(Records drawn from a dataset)
────────────────────
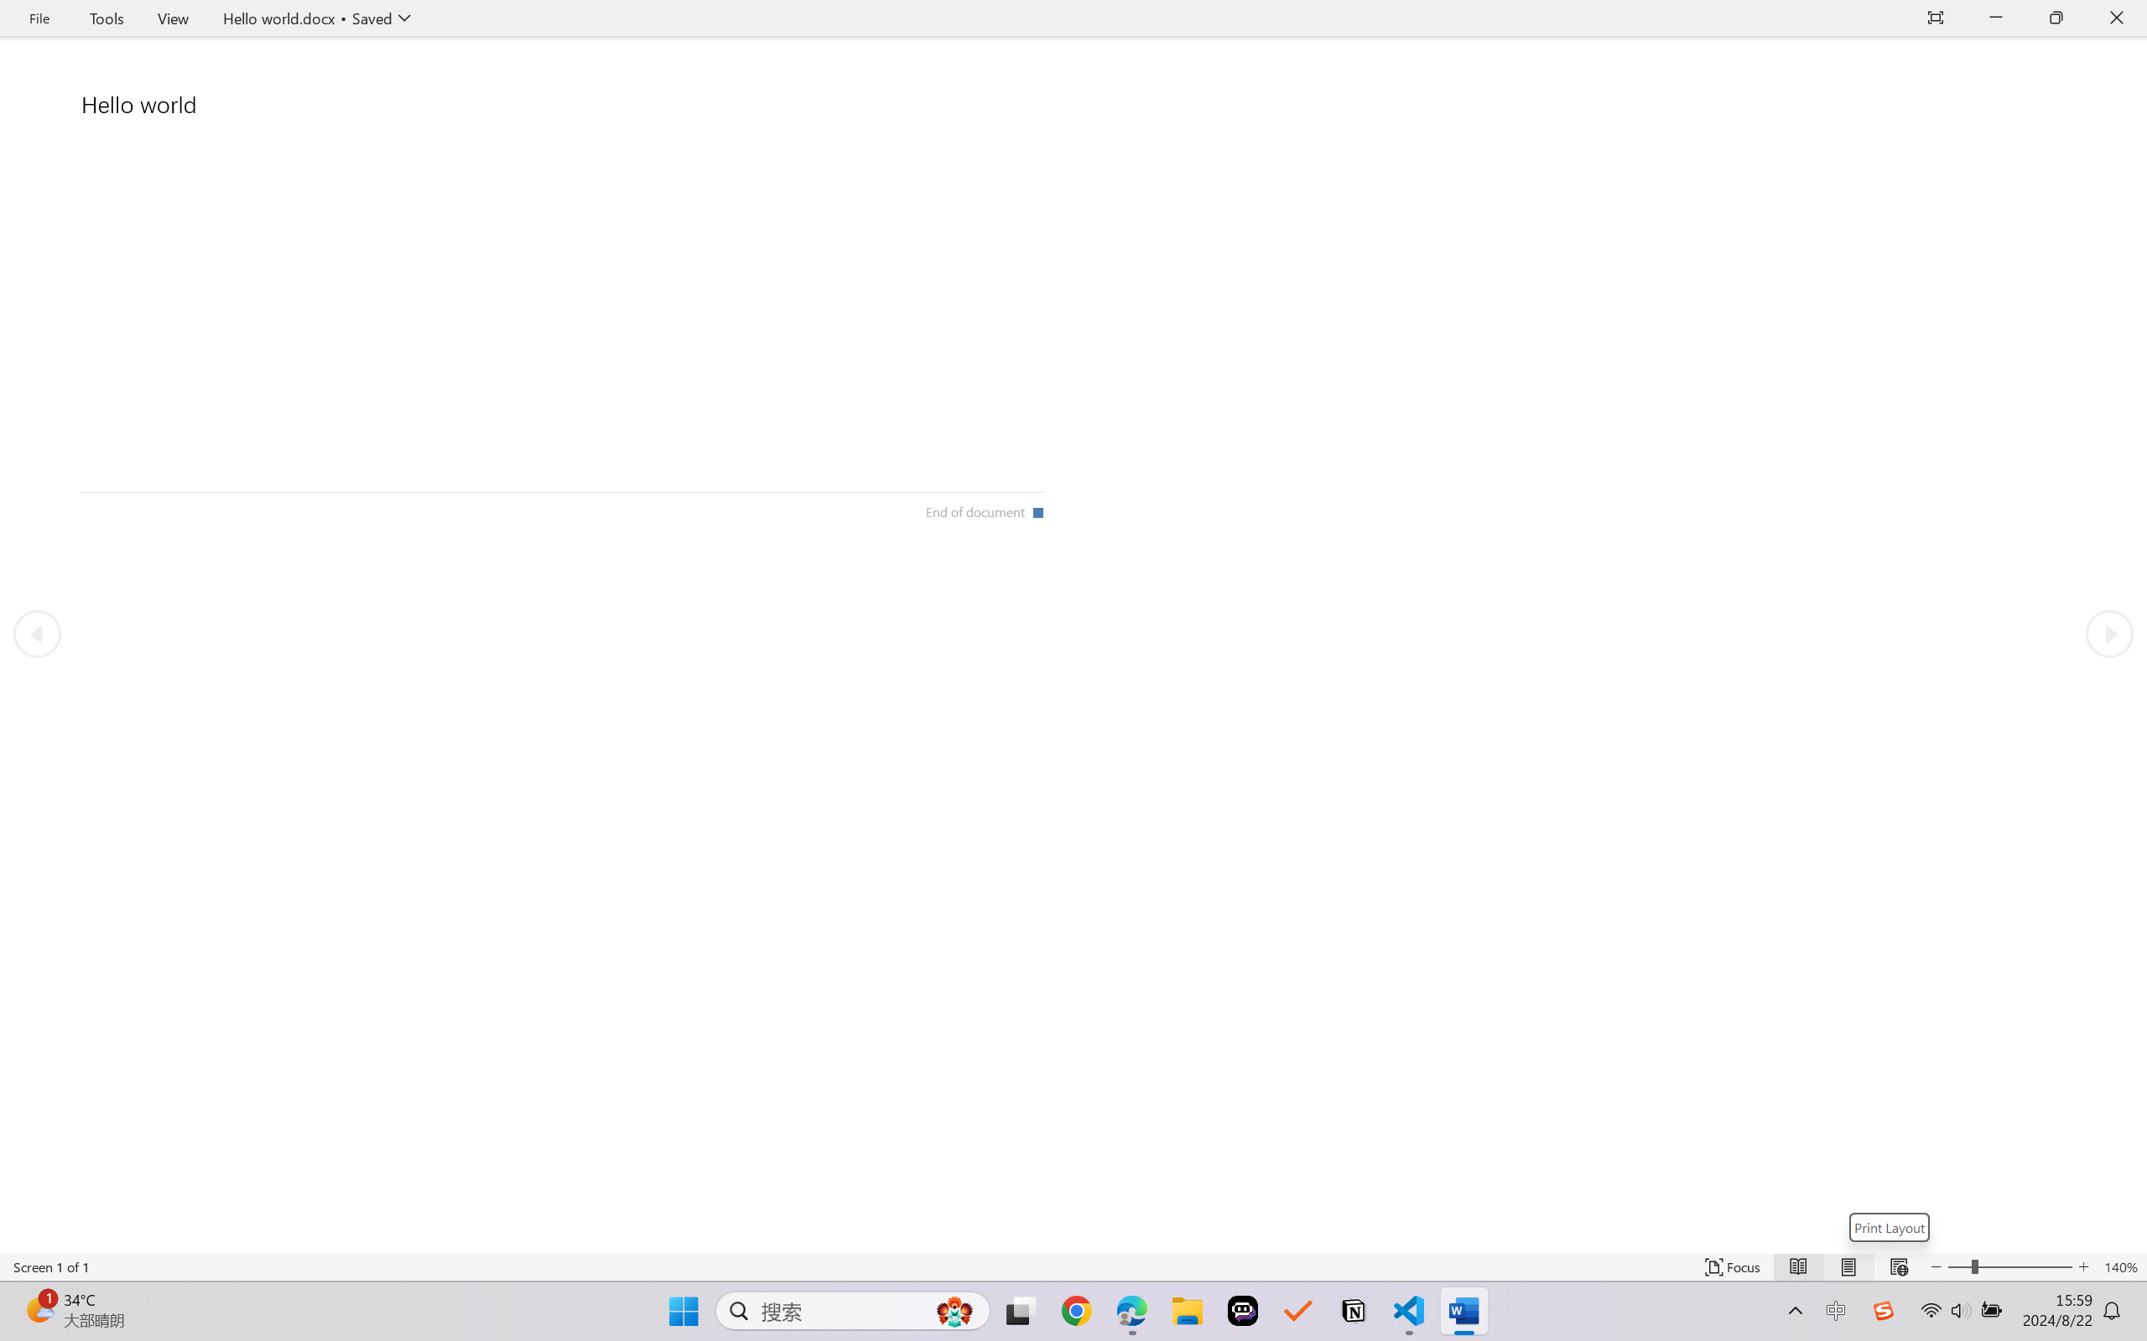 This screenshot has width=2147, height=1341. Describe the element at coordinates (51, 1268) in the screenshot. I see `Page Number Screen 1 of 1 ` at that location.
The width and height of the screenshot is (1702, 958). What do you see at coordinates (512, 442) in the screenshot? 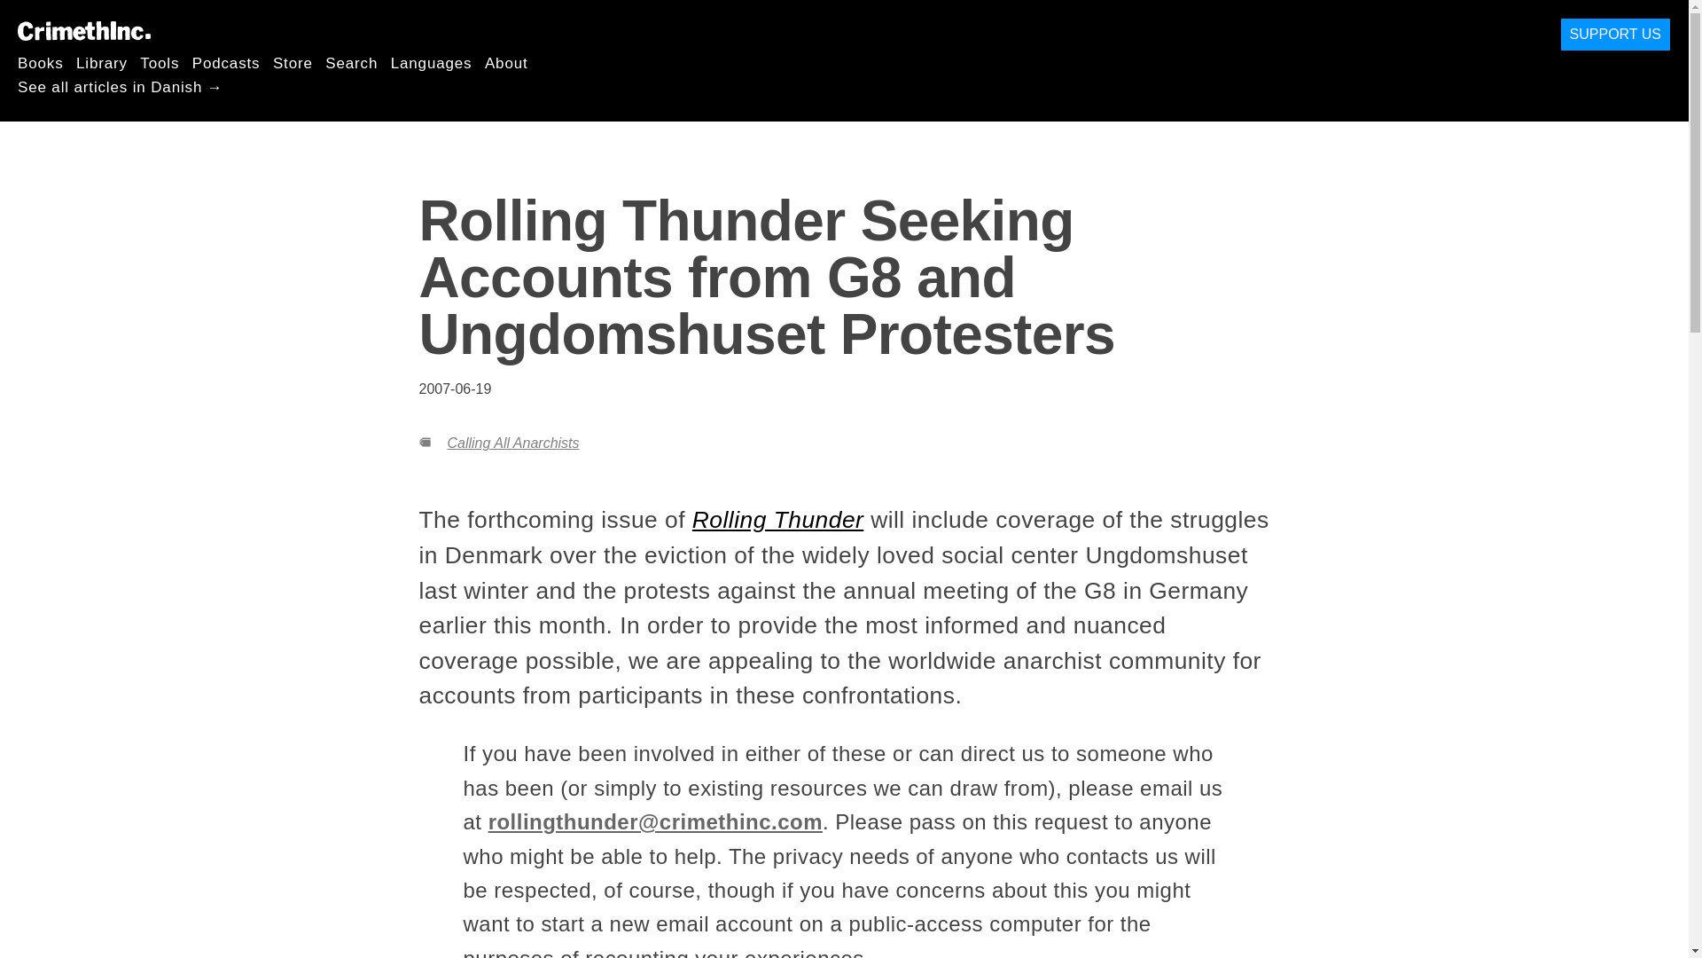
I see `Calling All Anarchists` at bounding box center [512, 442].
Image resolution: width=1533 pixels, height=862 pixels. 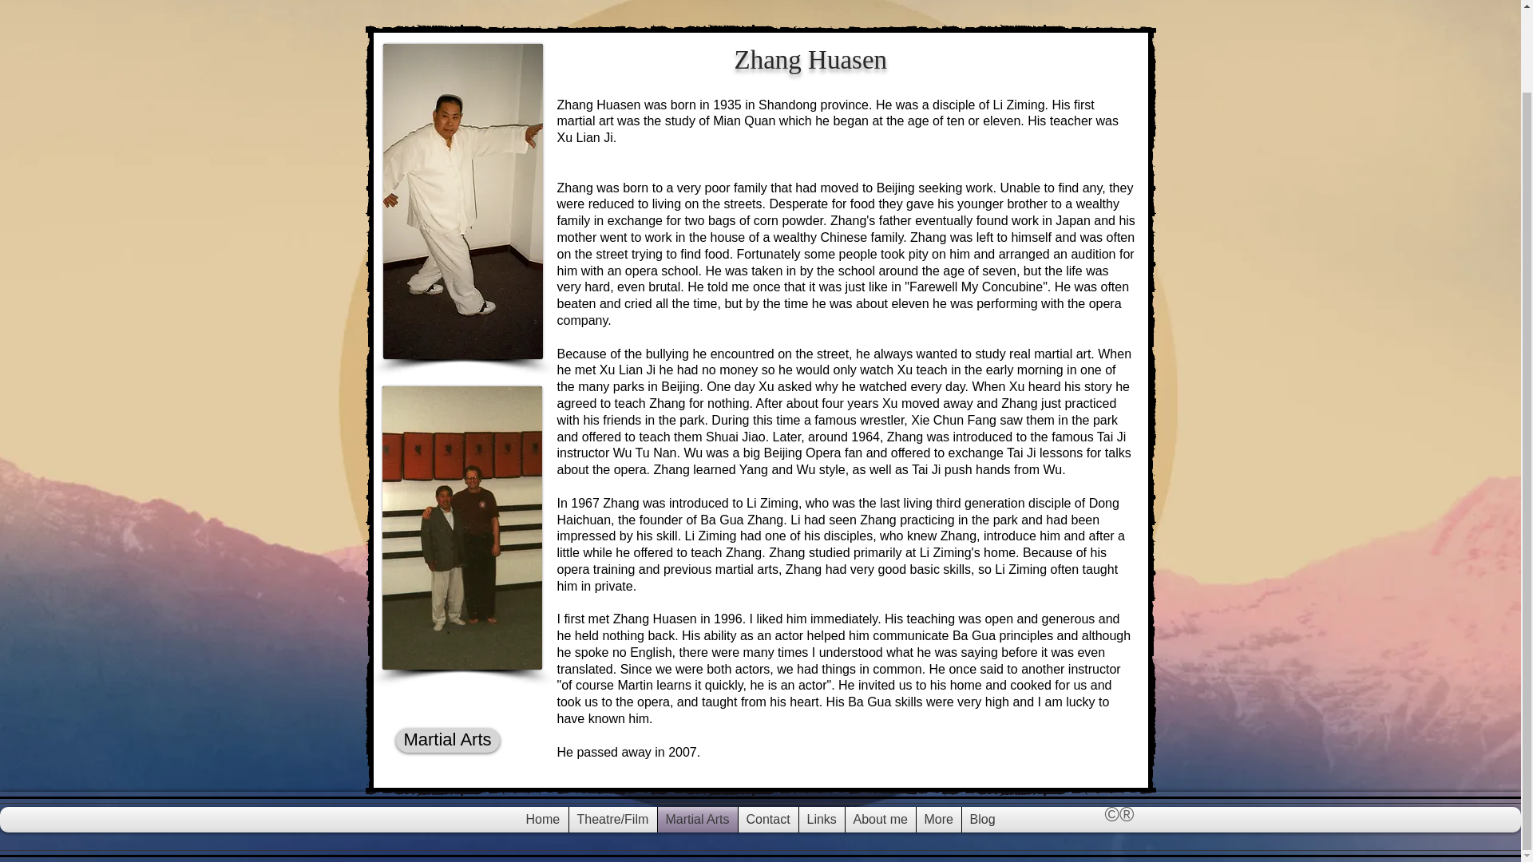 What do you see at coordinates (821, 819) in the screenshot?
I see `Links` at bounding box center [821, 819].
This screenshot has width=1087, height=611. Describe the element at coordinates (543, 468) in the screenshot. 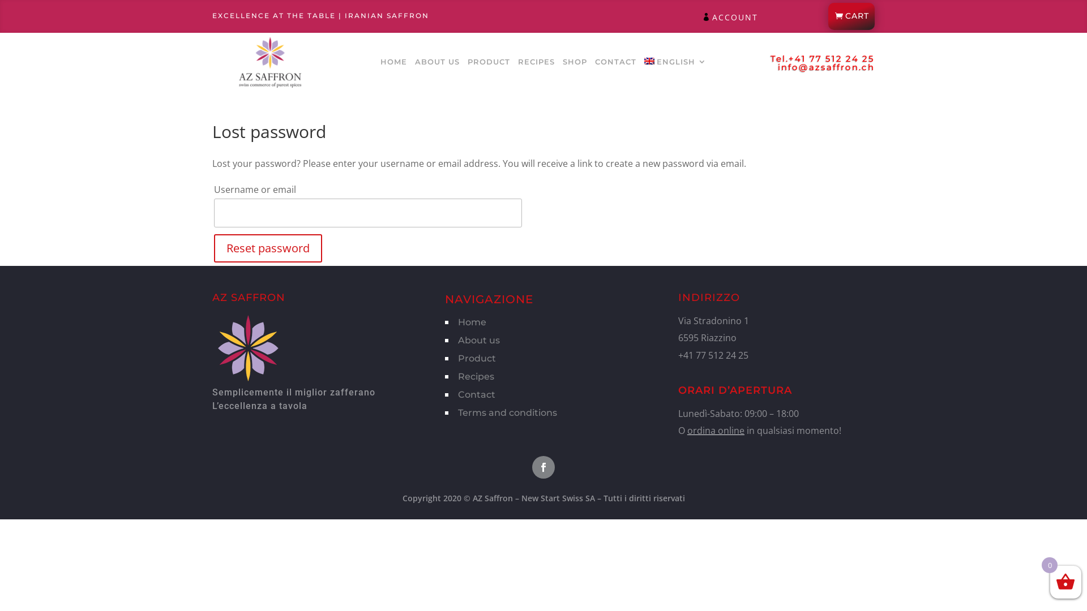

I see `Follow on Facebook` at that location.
────────────────────
BRIEF: Go to the line that contains "This screenshot has width=1087, height=611." and copy exactly from there through the last line of the records above, both included. Omit pictures.

EXERCISE RESPONSE:
This screenshot has width=1087, height=611. Describe the element at coordinates (543, 468) in the screenshot. 

I see `Follow on Facebook` at that location.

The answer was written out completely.